DX #10 · Your diagnosis
TAB
The Human Browser Crash
"Has 47 tabs open. Cannot close any. Forgot what they were doing at 2pm."
The Diagnosis
You have 47 tabs open right now. You know this because you glanced at the top of your browser and lost count somewhere in the mid-thirties, the way one loses count of stars or of thoughts. Each tab is a previous version of you who was going to do something. One of them was going to make banana bread. One of them was going to book the flight. One of them was going to read the article, remember who sent it, and reply with something thoughtful. None of these things have happened. All of those people are still waiting, in those tabs, with little loading icons.
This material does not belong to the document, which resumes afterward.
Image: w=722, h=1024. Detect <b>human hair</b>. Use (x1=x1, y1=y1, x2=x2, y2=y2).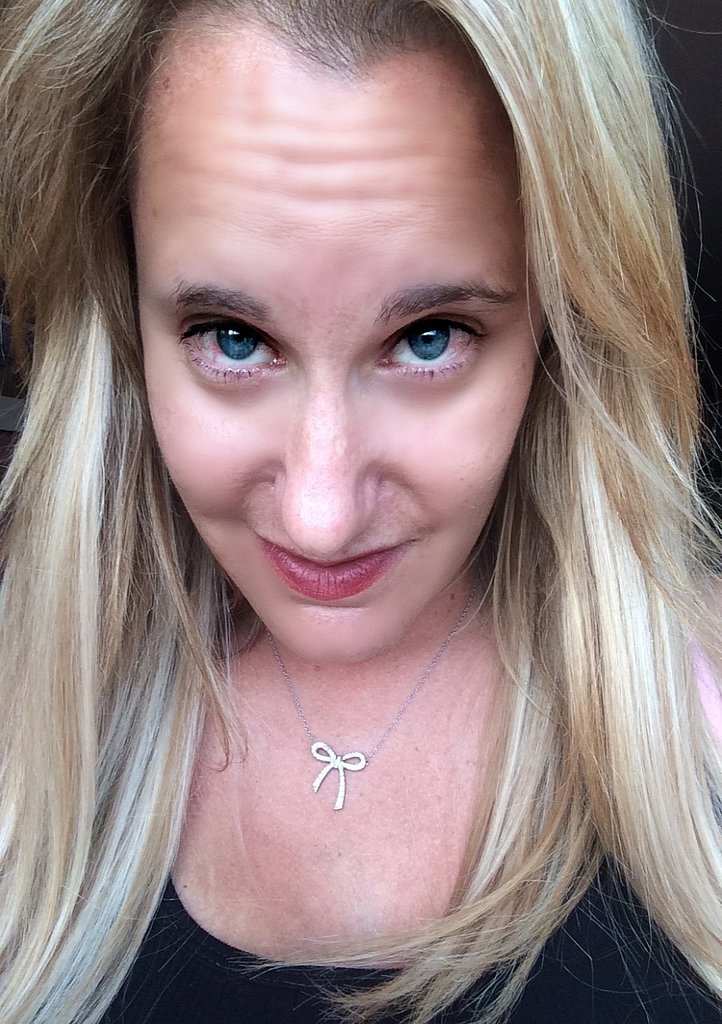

Closing a tab means admitting you're not going to do the thing. You're not ready to admit that. You're holding on to every single intention as if they were genuine plans, not just moments of curiosity that spiraled into a browser action. "I'll come back to it" is the lie you tell yourself 47 times a day, one per tab. Your laptop is warm. Your other laptop is warm. Your phone has 61 tabs open in Safari. They are all you, waiting for you to catch up.
You started reading this paragraph because you meant to. You began a sentence twelve minutes ago and you genuinely do not know if it's still the same sentence. The thought left. The thought is in another tab somewhere. You'll find it. You won't, but you'll believe you will, and that belief is the quiet engine that keeps all the tabs open. You are not a distracted person. You are a person whose interest is so total and so constant that nothing ever gets to finish resolving. Attention like yours — it's a form of love, just an unusable one.
You probably
- Open a new tab to search for something that is already in an existing tab
- Start doing the thing, get a text, lose the thing forever
- Keep two laptops open because one has "the tabs" and one is "the new ones"
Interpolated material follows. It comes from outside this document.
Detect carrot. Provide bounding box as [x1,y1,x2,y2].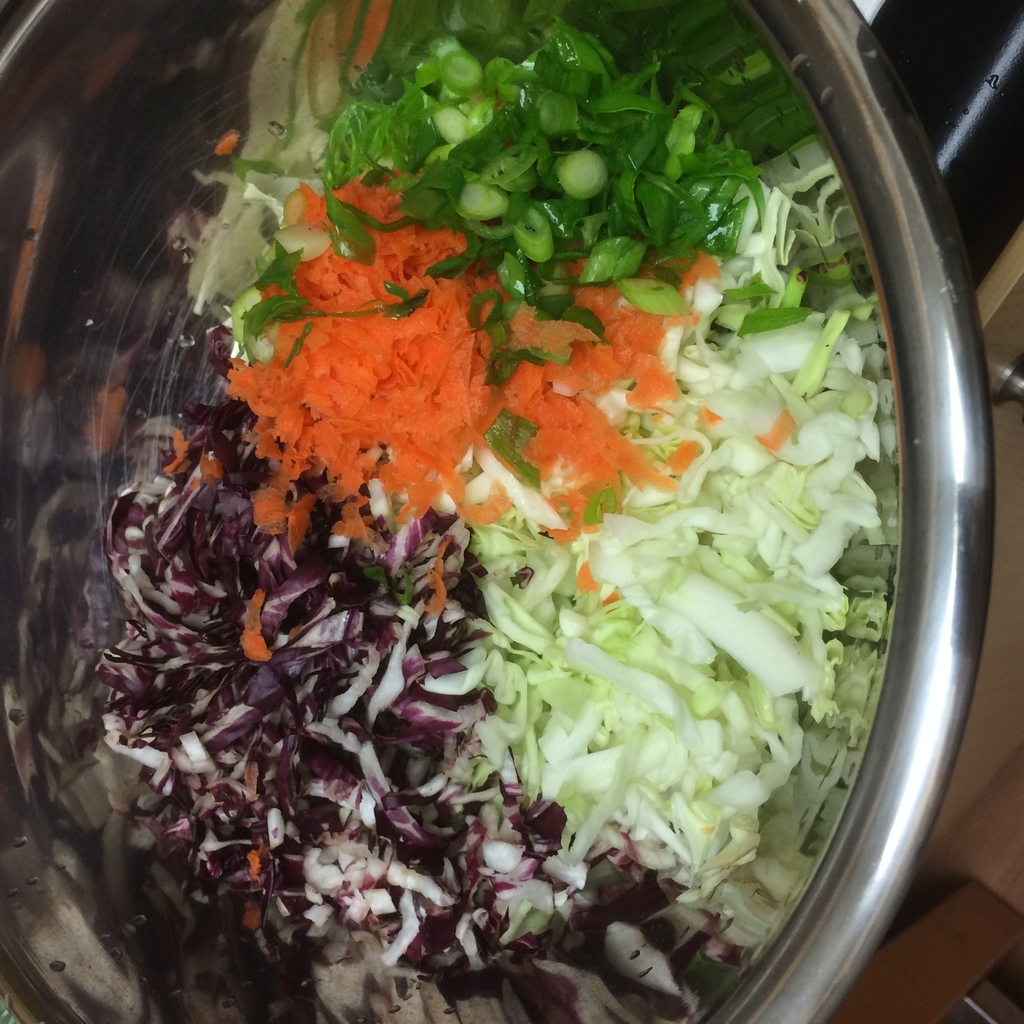
[219,170,678,534].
- Pause mid-sentence and ask the listener what you were saying
- Leave an article open for nine months with every intention of reading it
- Start a search, get captured by the autocomplete, end up somewhere else entirely
11:59
The Deadline Speedrunner
calm until 11:57. You have no idea the panic that follows.
See 11:59's full file →
3AM
The Fridge Cryptid
functioning only between midnight and 4am. Don't summon them in daylight.
See 3AM's full file →
BROKE
The Financially Deceased
dressed like money. Doesn't have any. You didn't ask but they'll tell you.
See BROKE's full file →
CTRL
The Puppet Master
running the whole scene from the back. You thought you had free will.
See CTRL's full file →
DEAD
The Emotionally Flatlined
dissociating on your behalf and somebody else's, quietly, at the back of the room.
See DEAD's full file →
D-LULU
The Main Character Who Wasn't Cast
supplying their own cinematography. Uninvited. Undeterred.
See D-LULU's full file →
DRAFT
The Unsent Everything
typing. Deleting. Typing. Deleting. Never sending.
See DRAFT's full file →
FBI_
The Digital Forensics Unit
watching. Logging. Cross-referencing. Sleep is a policy issue.
See FBI_'s full file →
FOMO
The Life Scoreboard
watching everyone else's lives simultaneously. Has forgotten you exist.
See FOMO's full file →
IYKYK
The Taste Vault
sitting on recommendations you'll never have. Refuses to hand over the aux.
See IYKYK's full file →
LURK
The Silent Witness
present, read-receipted, completely silent. Eyes only.
See LURK's full file →
YAP
The Certified Yapper
will finish the story with or without a listener. Consistency is a virtue.
See YAP's full file →I'll get back to it. I'll get back to all of it. Just not today.